Autumn is for slowing down

5:30 am, morning, yet dark as black night, coffee brews, its aroma an enchantment. I wish we didn’t have to wake the boys, shattering their comfort, though I’m excited to share the first edge of sunrise together, and we have no choice today.

On a nearly empty highway, we drive daddy to work. Rustling a drowsy silence, D asks me to sing something. My husband and I sing that prayer comparing children to flowers in a garden.

Home now, from a mostly quiet ride through a dawn-blue fog spreading out over fields on both sides of us, D and M lie down beside me on our dining table converted into a bed. As they sleep, refolding into dreams, I pray; for my mother, my family, my world. Then I stretch out beside them and drift away to the sound of rain on the roof top, planes overhead, the sad and lovely whistle of a freight train rumbling past close enough for me to reach out one sleepy hand and touch its peeling orange paint.

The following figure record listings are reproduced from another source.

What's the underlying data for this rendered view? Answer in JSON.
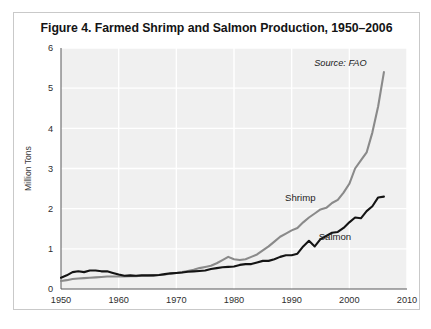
{
  "figure": {
    "title": "Figure 4. Farmed Shrimp and Salmon Production, 1950–2006",
    "source_note": "Source: FAO"
  },
  "chart_data": {
    "type": "line",
    "title": "Figure 4. Farmed Shrimp and Salmon Production, 1950–2006",
    "xlabel": "",
    "ylabel": "Million Tons",
    "xlim": [
      1950,
      2010
    ],
    "ylim": [
      0,
      6
    ],
    "xticks": [
      1950,
      1960,
      1970,
      1980,
      1990,
      2000,
      2010
    ],
    "xtick_labels": [
      "1950",
      "1960",
      "1970",
      "1980",
      "1990",
      "2000",
      "2010"
    ],
    "yticks": [
      0,
      1,
      2,
      3,
      4,
      5,
      6
    ],
    "ytick_labels": [
      "0",
      "1",
      "2",
      "3",
      "4",
      "5",
      "6"
    ],
    "grid": true,
    "grid_color": "#ffffff",
    "plot_background": "#f0f0f0",
    "legend": "inline-labels",
    "annotations": [
      {
        "text": "Source: FAO",
        "x": 2003,
        "y": 5.55
      },
      {
        "text": "Shrimp",
        "x": 1991.5,
        "y": 2.2
      },
      {
        "text": "Salmon",
        "x": 1997.5,
        "y": 1.22
      }
    ],
    "x": [
      1950,
      1951,
      1952,
      1953,
      1954,
      1955,
      1956,
      1957,
      1958,
      1959,
      1960,
      1961,
      1962,
      1963,
      1964,
      1965,
      1966,
      1967,
      1968,
      1969,
      1970,
      1971,
      1972,
      1973,
      1974,
      1975,
      1976,
      1977,
      1978,
      1979,
      1980,
      1981,
      1982,
      1983,
      1984,
      1985,
      1986,
      1987,
      1988,
      1989,
      1990,
      1991,
      1992,
      1993,
      1994,
      1995,
      1996,
      1997,
      1998,
      1999,
      2000,
      2001,
      2002,
      2003,
      2004,
      2005,
      2006
    ],
    "series": [
      {
        "name": "Shrimp",
        "color": "#8a8a8a",
        "values": [
          0.2,
          0.22,
          0.25,
          0.26,
          0.27,
          0.28,
          0.29,
          0.3,
          0.31,
          0.31,
          0.31,
          0.31,
          0.32,
          0.32,
          0.33,
          0.33,
          0.34,
          0.35,
          0.36,
          0.38,
          0.4,
          0.42,
          0.45,
          0.48,
          0.52,
          0.55,
          0.58,
          0.64,
          0.72,
          0.8,
          0.74,
          0.72,
          0.74,
          0.8,
          0.86,
          0.96,
          1.06,
          1.18,
          1.3,
          1.38,
          1.46,
          1.52,
          1.66,
          1.78,
          1.88,
          1.98,
          2.02,
          2.14,
          2.22,
          2.4,
          2.62,
          3.0,
          3.2,
          3.4,
          3.9,
          4.55,
          5.4
        ]
      },
      {
        "name": "Salmon",
        "color": "#141414",
        "values": [
          0.28,
          0.34,
          0.42,
          0.44,
          0.42,
          0.46,
          0.46,
          0.44,
          0.44,
          0.4,
          0.36,
          0.33,
          0.34,
          0.33,
          0.34,
          0.34,
          0.34,
          0.35,
          0.37,
          0.39,
          0.4,
          0.41,
          0.43,
          0.44,
          0.45,
          0.46,
          0.5,
          0.52,
          0.54,
          0.55,
          0.56,
          0.6,
          0.62,
          0.62,
          0.66,
          0.7,
          0.7,
          0.74,
          0.8,
          0.84,
          0.84,
          0.88,
          1.06,
          1.2,
          1.06,
          1.24,
          1.32,
          1.4,
          1.42,
          1.52,
          1.66,
          1.78,
          1.76,
          1.94,
          2.06,
          2.28,
          2.3
        ]
      }
    ]
  }
}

We wake before noon, though not by much. M recounts his dreams, looking to a far corner to retrieve fleeting images, speaking in slow syllables. When he has spent a slumber’s tale, I move to the couch to write notes and D and M, their red sweatshirt hoods still framing small faces, stay in bed, D telling an attentive M a made-up adventure story.

Hours later, we are still quietly in the embrace of a lazy, cool autumn day.